Should the court affirm an appellate court's ruling that the Bilski patent should not be issued, patent lawyers say, the floodgates may be opened to invalidating tens of thousands of business-methods patents already in place. Many intellectual-property experts believe software companies, for example, could be at risk of losing patents on valuable software if the court finds for Bilski and Warsaw.
Sources from the Buffalo legal community said it is a case that has been on their radar for quite some time, and their opinions on how the court should or will rule were mixed.
Vincent LoTempio, a registered patent attorney with Kloss Stenger & LoTempio, believes the rejection of Bilski's patent could have wide-ranging negative consequences.

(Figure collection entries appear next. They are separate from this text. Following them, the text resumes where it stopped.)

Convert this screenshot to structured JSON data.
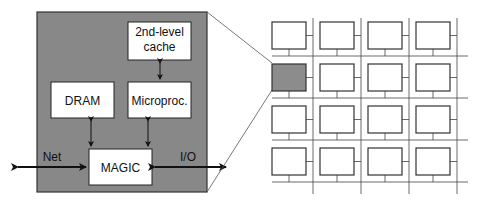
{
  "node": {
    "blocks": {
      "cache": [
        "2nd-level",
        "cache"
      ],
      "dram": "DRAM",
      "microproc": "Microproc.",
      "magic": "MAGIC"
    },
    "labels": {
      "net": "Net",
      "io": "I/O"
    }
  },
  "grid": {
    "rows": 4,
    "cols": 4,
    "highlighted": {
      "row": 1,
      "col": 0
    }
  },
  "colors": {
    "node_fill": "#888888",
    "highlight_fill": "#8c8c8c",
    "line": "#333333"
  }
}
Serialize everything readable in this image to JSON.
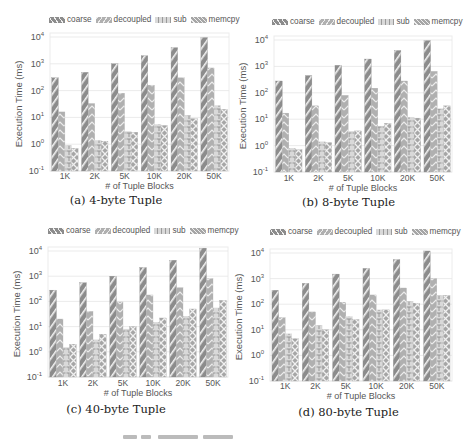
{
  "figure": {
    "legend": [
      "coarse",
      "decoupled",
      "sub",
      "memcpy"
    ],
    "colors": {
      "coarse": "#8c8c8c",
      "decoupled": "#b0b0b0",
      "sub": "#d9d9d9",
      "memcpy": "#a6a6a6",
      "grid": "#e6e6e6",
      "axis_text": "#555555"
    }
  },
  "panels": [
    {
      "caption": "(a) 4-byte Tuple",
      "xlabel": "# of Tuple Blocks",
      "ylabel": "Execution Time (ms)"
    },
    {
      "caption": "(b) 8-byte Tuple",
      "xlabel": "# of Tuple Blocks",
      "ylabel": "Execution Time (ms)"
    },
    {
      "caption": "(c) 40-byte Tuple",
      "xlabel": "# of Tuple Blocks",
      "ylabel": "Execution Time (ms)"
    },
    {
      "caption": "(d) 80-byte Tuple",
      "xlabel": "# of Tuple Blocks",
      "ylabel": "Execution Time (ms)"
    }
  ],
  "chart_data": [
    {
      "type": "bar",
      "title": "(a) 4-byte Tuple",
      "xlabel": "# of Tuple Blocks",
      "ylabel": "Execution Time (ms)",
      "yscale": "log",
      "ylim": [
        0.1,
        10000
      ],
      "yticks": [
        "10^-1",
        "10^0",
        "10^1",
        "10^2",
        "10^3",
        "10^4"
      ],
      "grid": true,
      "legend_position": "top",
      "categories": [
        "1K",
        "2K",
        "5K",
        "10K",
        "20K",
        "50K"
      ],
      "series": [
        {
          "name": "coarse",
          "values": [
            300,
            480,
            1000,
            2000,
            4000,
            9500
          ]
        },
        {
          "name": "decoupled",
          "values": [
            16,
            33,
            80,
            160,
            300,
            700
          ]
        },
        {
          "name": "sub",
          "values": [
            0.9,
            1.4,
            3.0,
            5.5,
            12,
            28
          ]
        },
        {
          "name": "memcpy",
          "values": [
            0.7,
            1.3,
            2.8,
            5.0,
            9,
            20
          ]
        }
      ]
    },
    {
      "type": "bar",
      "title": "(b) 8-byte Tuple",
      "xlabel": "# of Tuple Blocks",
      "ylabel": "Execution Time (ms)",
      "yscale": "log",
      "ylim": [
        0.1,
        10000
      ],
      "yticks": [
        "10^-1",
        "10^0",
        "10^1",
        "10^2",
        "10^3",
        "10^4"
      ],
      "grid": true,
      "legend_position": "top",
      "categories": [
        "1K",
        "2K",
        "5K",
        "10K",
        "20K",
        "50K"
      ],
      "series": [
        {
          "name": "coarse",
          "values": [
            280,
            450,
            1100,
            1900,
            4000,
            9500
          ]
        },
        {
          "name": "decoupled",
          "values": [
            17,
            32,
            80,
            150,
            280,
            650
          ]
        },
        {
          "name": "sub",
          "values": [
            0.8,
            1.4,
            3.5,
            5.5,
            12,
            25
          ]
        },
        {
          "name": "memcpy",
          "values": [
            0.7,
            1.3,
            3.6,
            7,
            11,
            32
          ]
        }
      ]
    },
    {
      "type": "bar",
      "title": "(c) 40-byte Tuple",
      "xlabel": "# of Tuple Blocks",
      "ylabel": "Execution Time (ms)",
      "yscale": "log",
      "ylim": [
        0.1,
        10000
      ],
      "yticks": [
        "10^-1",
        "10^0",
        "10^1",
        "10^2",
        "10^3",
        "10^4"
      ],
      "grid": true,
      "legend_position": "top",
      "categories": [
        "1K",
        "2K",
        "5K",
        "10K",
        "20K",
        "50K"
      ],
      "series": [
        {
          "name": "coarse",
          "values": [
            280,
            550,
            1000,
            2200,
            4300,
            13000
          ]
        },
        {
          "name": "decoupled",
          "values": [
            20,
            40,
            95,
            180,
            350,
            800
          ]
        },
        {
          "name": "sub",
          "values": [
            1.5,
            3,
            8,
            15,
            26,
            55
          ]
        },
        {
          "name": "memcpy",
          "values": [
            2,
            5,
            10,
            22,
            50,
            110
          ]
        }
      ]
    },
    {
      "type": "bar",
      "title": "(d) 80-byte Tuple",
      "xlabel": "# of Tuple Blocks",
      "ylabel": "Execution Time (ms)",
      "yscale": "log",
      "ylim": [
        0.1,
        10000
      ],
      "yticks": [
        "10^-1",
        "10^0",
        "10^1",
        "10^2",
        "10^3",
        "10^4"
      ],
      "grid": true,
      "legend_position": "top",
      "categories": [
        "1K",
        "2K",
        "5K",
        "10K",
        "20K",
        "50K"
      ],
      "series": [
        {
          "name": "coarse",
          "values": [
            350,
            650,
            1500,
            2500,
            5500,
            12000
          ]
        },
        {
          "name": "decoupled",
          "values": [
            30,
            50,
            120,
            230,
            430,
            1000
          ]
        },
        {
          "name": "sub",
          "values": [
            7,
            15,
            33,
            60,
            130,
            220
          ]
        },
        {
          "name": "memcpy",
          "values": [
            4.5,
            10,
            25,
            60,
            110,
            220
          ]
        }
      ]
    }
  ]
}
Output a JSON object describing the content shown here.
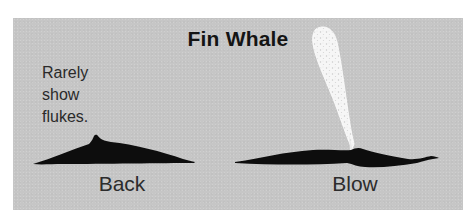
{
  "figure": {
    "title": "Fin Whale",
    "note_lines": [
      "Rarely",
      "show",
      "flukes."
    ],
    "panels": [
      {
        "id": "back",
        "label": "Back"
      },
      {
        "id": "blow",
        "label": "Blow"
      }
    ],
    "colors": {
      "background": "#c6c6c6",
      "whale": "#0d0d0d",
      "blow": "#f4f4f4",
      "text": "#2a2a2a"
    }
  }
}
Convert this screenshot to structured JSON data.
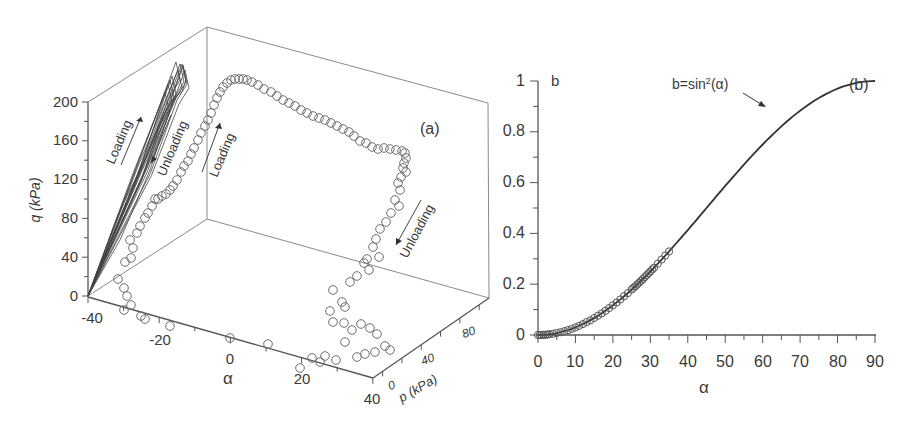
{
  "chart_data": [
    {
      "id": "a",
      "type": "scatter3d",
      "panel_label": "(a)",
      "title": "",
      "axes": {
        "x": {
          "label": "α",
          "ticks": [
            -40,
            -20,
            0,
            20,
            40
          ],
          "range": [
            -40,
            40
          ]
        },
        "y": {
          "label": "p (kPa)",
          "ticks": [
            0,
            40,
            80
          ],
          "range": [
            -20,
            100
          ]
        },
        "z": {
          "label": "q (kPa)",
          "ticks": [
            0,
            40,
            80,
            120,
            160,
            200
          ],
          "range": [
            0,
            200
          ]
        }
      },
      "annotations": [
        {
          "text": "Loading",
          "where": "along stress path on back wall (left trajectory), arrow up"
        },
        {
          "text": "Unloading",
          "where": "along stress path on back wall (left trajectory), arrow down"
        },
        {
          "text": "Loading",
          "where": "ascending branch of circles, arrow up"
        },
        {
          "text": "Unloading",
          "where": "descending branch of circles near right, arrow down-left"
        }
      ],
      "series": [
        {
          "name": "q-p stress path projection (lines)",
          "style": "line",
          "description": "Bundle of near-linear loading/unloading cycles from q=0 up to q≈200 kPa, projected on the α=-40 wall"
        },
        {
          "name": "measured states (circles)",
          "style": "open-circle",
          "projected_points_px": [
            [
              124,
              310
            ],
            [
              131,
              305
            ],
            [
              141,
              316
            ],
            [
              145,
              319
            ],
            [
              170,
              326
            ],
            [
              118,
              279
            ],
            [
              124,
              288
            ],
            [
              127,
              296
            ],
            [
              125,
              262
            ],
            [
              131,
              258
            ],
            [
              130,
              240
            ],
            [
              133,
              248
            ],
            [
              137,
              233
            ],
            [
              140,
              226
            ],
            [
              145,
              218
            ],
            [
              148,
              213
            ],
            [
              152,
              206
            ],
            [
              155,
              199
            ],
            [
              158,
              199
            ],
            [
              162,
              196
            ],
            [
              166,
              194
            ],
            [
              170,
              190
            ],
            [
              173,
              186
            ],
            [
              177,
              180
            ],
            [
              181,
              172
            ],
            [
              184,
              166
            ],
            [
              188,
              161
            ],
            [
              191,
              154
            ],
            [
              194,
              148
            ],
            [
              198,
              140
            ],
            [
              201,
              133
            ],
            [
              205,
              126
            ],
            [
              208,
              120
            ],
            [
              211,
              113
            ],
            [
              214,
              105
            ],
            [
              217,
              98
            ],
            [
              220,
              92
            ],
            [
              223,
              87
            ],
            [
              227,
              83
            ],
            [
              231,
              80
            ],
            [
              235,
              79
            ],
            [
              239,
              79
            ],
            [
              243,
              79
            ],
            [
              247,
              80
            ],
            [
              252,
              82
            ],
            [
              258,
              85
            ],
            [
              264,
              89
            ],
            [
              271,
              92
            ],
            [
              277,
              96
            ],
            [
              283,
              100
            ],
            [
              289,
              103
            ],
            [
              295,
              106
            ],
            [
              301,
              110
            ],
            [
              307,
              113
            ],
            [
              313,
              116
            ],
            [
              319,
              118
            ],
            [
              325,
              120
            ],
            [
              331,
              123
            ],
            [
              337,
              126
            ],
            [
              343,
              129
            ],
            [
              349,
              132
            ],
            [
              354,
              136
            ],
            [
              360,
              141
            ],
            [
              366,
              143
            ],
            [
              372,
              147
            ],
            [
              378,
              149
            ],
            [
              384,
              148
            ],
            [
              390,
              149
            ],
            [
              396,
              150
            ],
            [
              402,
              151
            ],
            [
              405,
              153
            ],
            [
              406,
              158
            ],
            [
              404,
              163
            ],
            [
              403,
              168
            ],
            [
              406,
              172
            ],
            [
              401,
              177
            ],
            [
              398,
              183
            ],
            [
              400,
              190
            ],
            [
              395,
              200
            ],
            [
              399,
              206
            ],
            [
              391,
              213
            ],
            [
              386,
              222
            ],
            [
              380,
              229
            ],
            [
              376,
              239
            ],
            [
              373,
              247
            ],
            [
              367,
              259
            ],
            [
              379,
              257
            ],
            [
              364,
              263
            ],
            [
              369,
              270
            ],
            [
              357,
              276
            ],
            [
              350,
              282
            ],
            [
              333,
              290
            ],
            [
              342,
              302
            ],
            [
              330,
              311
            ],
            [
              345,
              307
            ],
            [
              333,
              322
            ],
            [
              344,
              323
            ],
            [
              352,
              330
            ],
            [
              361,
              324
            ],
            [
              370,
              328
            ],
            [
              377,
              334
            ],
            [
              385,
              346
            ],
            [
              345,
              342
            ],
            [
              357,
              357
            ],
            [
              365,
              354
            ],
            [
              375,
              352
            ],
            [
              390,
              350
            ],
            [
              325,
              356
            ],
            [
              320,
              362
            ],
            [
              336,
              360
            ],
            [
              312,
              358
            ],
            [
              300,
              368
            ],
            [
              268,
              344
            ],
            [
              230,
              338
            ]
          ]
        }
      ],
      "layout": {
        "grid": false,
        "legend": "none",
        "box": true
      }
    },
    {
      "id": "b",
      "type": "line+scatter",
      "panel_label": "(b)",
      "title": "",
      "xlabel": "α",
      "ylabel": "b",
      "xlim": [
        0,
        90
      ],
      "ylim": [
        0,
        1
      ],
      "x_ticks": [
        0,
        10,
        20,
        30,
        40,
        50,
        60,
        70,
        80,
        90
      ],
      "y_ticks": [
        0,
        0.2,
        0.4,
        0.6,
        0.8,
        1
      ],
      "y_tick_labels": [
        "0",
        "0.2",
        "0.4",
        "0.6",
        "0.8",
        "1"
      ],
      "annotations": [
        {
          "text": "b=sin²(α)",
          "points_to": [
            61,
            0.77
          ]
        }
      ],
      "series": [
        {
          "name": "b=sin²(α)",
          "style": "line",
          "x": [
            0,
            5,
            10,
            15,
            20,
            25,
            30,
            35,
            40,
            45,
            50,
            55,
            60,
            65,
            70,
            75,
            80,
            85,
            90
          ],
          "y": [
            0,
            0.008,
            0.03,
            0.067,
            0.117,
            0.179,
            0.25,
            0.329,
            0.413,
            0.5,
            0.587,
            0.671,
            0.75,
            0.821,
            0.883,
            0.933,
            0.97,
            0.992,
            1.0
          ]
        },
        {
          "name": "measured",
          "style": "open-circle",
          "x": [
            0,
            0.5,
            1,
            1.5,
            2,
            2.5,
            3,
            4,
            5,
            6,
            7,
            8,
            9,
            10,
            11,
            12,
            13,
            14,
            15,
            16,
            17,
            18,
            19,
            20,
            21,
            22,
            23,
            24,
            25,
            25.5,
            26,
            26.5,
            27,
            27.5,
            28,
            28.5,
            29,
            29.5,
            30,
            30.5,
            31,
            32,
            33,
            34,
            35
          ],
          "y": [
            0,
            0,
            0,
            0.001,
            0.001,
            0.002,
            0.003,
            0.005,
            0.008,
            0.011,
            0.015,
            0.019,
            0.024,
            0.03,
            0.036,
            0.043,
            0.051,
            0.058,
            0.067,
            0.076,
            0.085,
            0.095,
            0.106,
            0.117,
            0.128,
            0.14,
            0.153,
            0.165,
            0.179,
            0.186,
            0.192,
            0.199,
            0.206,
            0.213,
            0.22,
            0.228,
            0.235,
            0.243,
            0.25,
            0.258,
            0.265,
            0.281,
            0.297,
            0.313,
            0.329
          ]
        }
      ],
      "layout": {
        "grid": false,
        "legend": "none"
      }
    }
  ],
  "panel_a": {
    "label": "(a)",
    "z_axis_title": "q (kPa)",
    "x_axis_title": "α",
    "y_axis_title": "p (kPa)",
    "z_ticks": [
      "0",
      "40",
      "80",
      "120",
      "160",
      "200"
    ],
    "x_ticks": [
      "-40",
      "-20",
      "0",
      "20",
      "40"
    ],
    "y_ticks": [
      "0",
      "40",
      "80"
    ],
    "annot_loading_1": "Loading",
    "annot_unloading_1": "Unloading",
    "annot_loading_2": "Loading",
    "annot_unloading_2": "Unloading"
  },
  "panel_b": {
    "label": "(b)",
    "y_axis_title": "b",
    "x_axis_title": "α",
    "curve_label_main": "b=sin",
    "curve_label_sup": "2",
    "curve_label_end": "(α)",
    "x_ticks": [
      "0",
      "10",
      "20",
      "30",
      "40",
      "50",
      "60",
      "70",
      "80",
      "90"
    ],
    "y_ticks": [
      "0",
      "0.2",
      "0.4",
      "0.6",
      "0.8",
      "1"
    ]
  }
}
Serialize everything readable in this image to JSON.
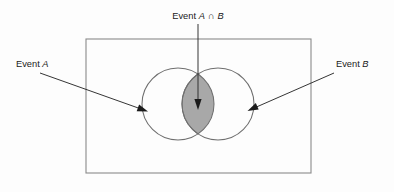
{
  "diagram": {
    "background_color": "#fdfdfd",
    "sample_space": {
      "name": "sample-space-rectangle",
      "x": 86,
      "y": 39,
      "width": 225,
      "height": 134,
      "stroke_color": "#8a8a8a",
      "fill": "none"
    },
    "circles": [
      {
        "id": "circle-a",
        "label": "Event A",
        "cx": 178,
        "cy": 104,
        "r": 36,
        "fill": "none",
        "stroke_color": "#6f6f6f"
      },
      {
        "id": "circle-b",
        "label": "Event B",
        "cx": 218,
        "cy": 104,
        "r": 36,
        "fill": "none",
        "stroke_color": "#6f6f6f"
      }
    ],
    "intersection": {
      "id": "intersection-lens",
      "label": "Event A ∩ B",
      "fill_color": "#a8a8a8",
      "stroke_color": "#6f6f6f",
      "x_left": 182,
      "x_right": 214,
      "y_top": 74,
      "y_bottom": 134
    },
    "labels": {
      "event_a": {
        "prefix": "Event ",
        "variable": "A",
        "full_text": "Event A",
        "x": 16,
        "y": 67,
        "anchor": "start"
      },
      "intersection": {
        "prefix": "Event ",
        "variable_a": "A",
        "operator": "∩",
        "variable_b": "B",
        "full_text": "Event A ∩ B",
        "x": 198,
        "y": 19,
        "anchor": "middle"
      },
      "event_b": {
        "prefix": "Event ",
        "variable": "B",
        "full_text": "Event B",
        "x": 336,
        "y": 67,
        "anchor": "start"
      }
    },
    "arrows": [
      {
        "id": "arrow-to-intersection",
        "from_label": "Event A ∩ B",
        "x1": 198,
        "y1": 24,
        "x2": 198,
        "y2": 103,
        "direction": "down"
      },
      {
        "id": "arrow-to-event-a",
        "from_label": "Event A",
        "x1": 40,
        "y1": 73,
        "x2": 144,
        "y2": 110,
        "direction": "down-right"
      },
      {
        "id": "arrow-to-event-b",
        "from_label": "Event B",
        "x1": 334,
        "y1": 73,
        "x2": 251,
        "y2": 109,
        "direction": "down-left"
      }
    ]
  }
}
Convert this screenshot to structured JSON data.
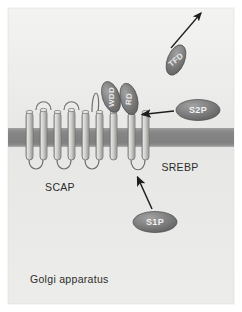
{
  "figure": {
    "panel_label": "Golgi apparatus",
    "background_color": "#ffffff",
    "panel_color": "#e9e9e7",
    "membrane_color": "#8b8b8b",
    "oval_color": "#7d7d7d",
    "helix_color": "#c9c9c7",
    "stroke_color": "#3a3a3a"
  },
  "labels": {
    "scap": "SCAP",
    "srebp": "SREBP",
    "golgi": "Golgi apparatus"
  },
  "ovals": [
    {
      "id": "wdd",
      "label": "WDD",
      "cx": 111,
      "cy": 97,
      "rx": 8.5,
      "ry": 16,
      "rotate": -18,
      "text_rotate": -72
    },
    {
      "id": "rd",
      "label": "RD",
      "cx": 129,
      "cy": 99,
      "rx": 8.5,
      "ry": 16,
      "rotate": -14,
      "text_rotate": -72
    },
    {
      "id": "tfd",
      "label": "TFD",
      "cx": 176,
      "cy": 60,
      "rx": 8.5,
      "ry": 16,
      "rotate": 22,
      "text_rotate": -62
    },
    {
      "id": "s2p",
      "label": "S2P",
      "cx": 198,
      "cy": 110,
      "rx": 22,
      "ry": 10.5,
      "rotate": 0,
      "text_rotate": 0
    },
    {
      "id": "s1p",
      "label": "S1P",
      "cx": 155,
      "cy": 222,
      "rx": 22,
      "ry": 10.5,
      "rotate": 0,
      "text_rotate": 0
    }
  ],
  "arrows": [
    {
      "id": "s2p-cleavage-arrow",
      "from": [
        174,
        111
      ],
      "to": [
        141,
        114
      ],
      "label": "S2P cleavage site"
    },
    {
      "id": "s1p-cleavage-arrow",
      "from": [
        152,
        209
      ],
      "to": [
        136,
        176
      ],
      "label": "S1P cleavage site"
    },
    {
      "id": "tfd-release-arrow",
      "from": [
        170,
        47
      ],
      "to": [
        202,
        12
      ],
      "label": "TFD release to nucleus"
    }
  ],
  "membrane": {
    "y_top": 128,
    "y_bottom": 147
  },
  "scap_helix_count": 7,
  "srebp_helix_count": 2,
  "geometry": {
    "panel": {
      "x": 8,
      "y": 8,
      "w": 226,
      "h": 296
    }
  }
}
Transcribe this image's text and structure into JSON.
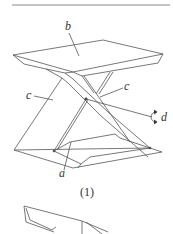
{
  "figure": {
    "caption": "(1)",
    "labels": {
      "a": "a",
      "b": "b",
      "c_left": "c",
      "c_right": "c",
      "d": "d"
    },
    "icons": {
      "rotation": "rotation-arrow-icon"
    },
    "colors": {
      "stroke": "#555555",
      "text": "#333333",
      "background": "#ffffff"
    }
  }
}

"The plaintiff is saying, ‘We're the first person to come up with a way of doing this, why shouldn't we get value for it?' " he said. "Why would people even bother coming up with new ideas and ways of doing business if it's just going to be stolen from them?"
He said followers to his Twitter page - many of whom are patent attorneys - have also been weighing in on the Bilski case via daily tweets.
"Everybody's been talking about it. It's been highly anticipated," he said of the forthcoming decision.
LoTempio has read the transcripts of the oral arguments presented in the case this week. He said it is difficult to discern which way the court might be leaning based on the questions the justices have posed.
"What I'm hoping," he said, "is that the Supreme Court can see the value in people coming up with a business method and a new way of doing things."
From Bob Simpson's perspective, however, the Bilski case never should have reached the Supreme Court.
"I think it's much ado about nothing," said the Williamsville patent attorney, a partner in Simpson & Simpson PLLC. "It's very unlikely that the patents issued since State Street (a landmark 1990s case addressing business-method patents) will be thrown out."
Simpson sees the case as a chance for the high court to clarify the requirements for patentability. He said patenting something that amounts to nothing more than an idea about how to do something could create laughable scenarios going forward.
"If Bilski was in place and you were the first person to use a Hula-Hoop, you probably could have patented the demonstration of a Hula-Hoop and then collected a royalty from everyone that did it your way," he said, illustrating the potential complications that could arise if the court rules in Bilski's favor.
Michael Berchou, a partner at Phillips Lytle LLP, believes if the past is any indication, change may be on the horizon.
"Anytime a case is going up to the Supreme Court, I think it usually suggests that the Supreme Court sees something in the federal opinion that they want to take a closer look at, and there might be a change in the law," he said.
Berchou believes the court will affirm the lower court's rejection of the Bilski patent, but he says that is only one part of the equation.
"The bigger question is, are they going to set out a new standard that might impact software companies and the patents that are in effect today?" he said. "It can be very difficult in these cases to predict where they will come out, and the justices' questions suggest that maybe they don't know where they are going to come out either."